Section B of Component 02 focuses on an in-depth study of television as an evolving, global media form. Learners must conduct a comparative study of two contemporary long form television dramas: one from a set US English language list and one from a set European non-English language list. The study requires the application of all four areas of the theoretical framework (media language, representation, industries, and audiences) and all relevant contexts.
This topic explores US long-form television drama as a cultural, industrial, and textual phenomenon. You'll analyse how series like *Stranger Things*, *Breaking Bad*, or *The Handmaid's Tale* use narrative complexity, serialised storytelling, and high production values to engage global audiences. The theoretical framework—media language, representation, audience, and industry—provides the tools to deconstruct these texts, while contexts (social, cultural, political, historical, economic) help explain why certain dramas resonate at specific times. Understanding US long-form drama is crucial because it dominates global streaming platforms, shapes viewing habits, and reflects contemporary American ideologies.
In OCR A-Level Media Studies, this topic appears in Component 2 (Section B: Television in the Global Age). You'll study one US long-form drama from a list set by OCR, applying all four areas of the theoretical framework. You must also consider relevant contexts: the post-9/11 landscape, the rise of streaming services (Netflix, Amazon Prime), changing representations of gender/race, and the economic shift from broadcast to on-demand. This topic connects to wider debates about media globalisation, cultural imperialism, and the 'quality TV' phenomenon.
Mastering this topic requires you to move beyond simple description. You need to evaluate how media language constructs meaning, how audiences are positioned, how industry practices shape content, and how representations reflect or challenge dominant ideologies. The best answers integrate context seamlessly—for example, linking the anti-hero protagonist of *Breaking Bad* to post-2008 economic anxiety, or the nostalgic aesthetics of *Stranger Things* to 2010s 'retro' culture. This topic is your chance to show sophisticated, critical thinking about the most influential form of contemporary television.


• PROMPT: Please give back the listing exactly, without any of its pictures.

• INFORMATION GIVEN:
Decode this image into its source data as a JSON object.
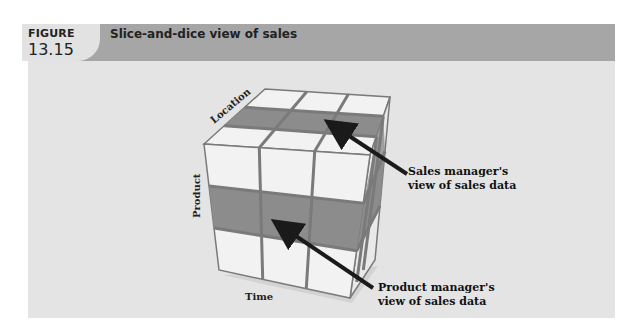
{
  "figure": {
    "label": "FIGURE",
    "number": "13.15",
    "title": "Slice-and-dice view of sales"
  },
  "cube": {
    "axes": {
      "location": "Location",
      "product": "Product",
      "time": "Time"
    },
    "grid": "3x3x3",
    "colors": {
      "cell": "#f2f2f2",
      "highlight": "#8c8c8c",
      "grid_line": "#7a7a7a",
      "panel_bg": "#e4e4e4",
      "header_bg": "#a6a6a6"
    }
  },
  "callouts": {
    "sales_manager": [
      "Sales manager's",
      "view of sales data"
    ],
    "product_manager": [
      "Product manager's",
      "view of sales data"
    ]
  }
}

• TASK RESPONSE:
Decode this image into its source data as a JSON object.
{
  "figure": {
    "label": "FIGURE",
    "number": "13.15",
    "title": "Slice-and-dice view of sales"
  },
  "cube": {
    "axes": {
      "location": "Location",
      "product": "Product",
      "time": "Time"
    },
    "grid": "3x3x3",
    "colors": {
      "cell": "#f2f2f2",
      "highlight": "#8c8c8c",
      "grid_line": "#7a7a7a",
      "panel_bg": "#e4e4e4",
      "header_bg": "#a6a6a6"
    }
  },
  "callouts": {
    "sales_manager": [
      "Sales manager's",
      "view of sales data"
    ],
    "product_manager": [
      "Product manager's",
      "view of sales data"
    ]
  }
}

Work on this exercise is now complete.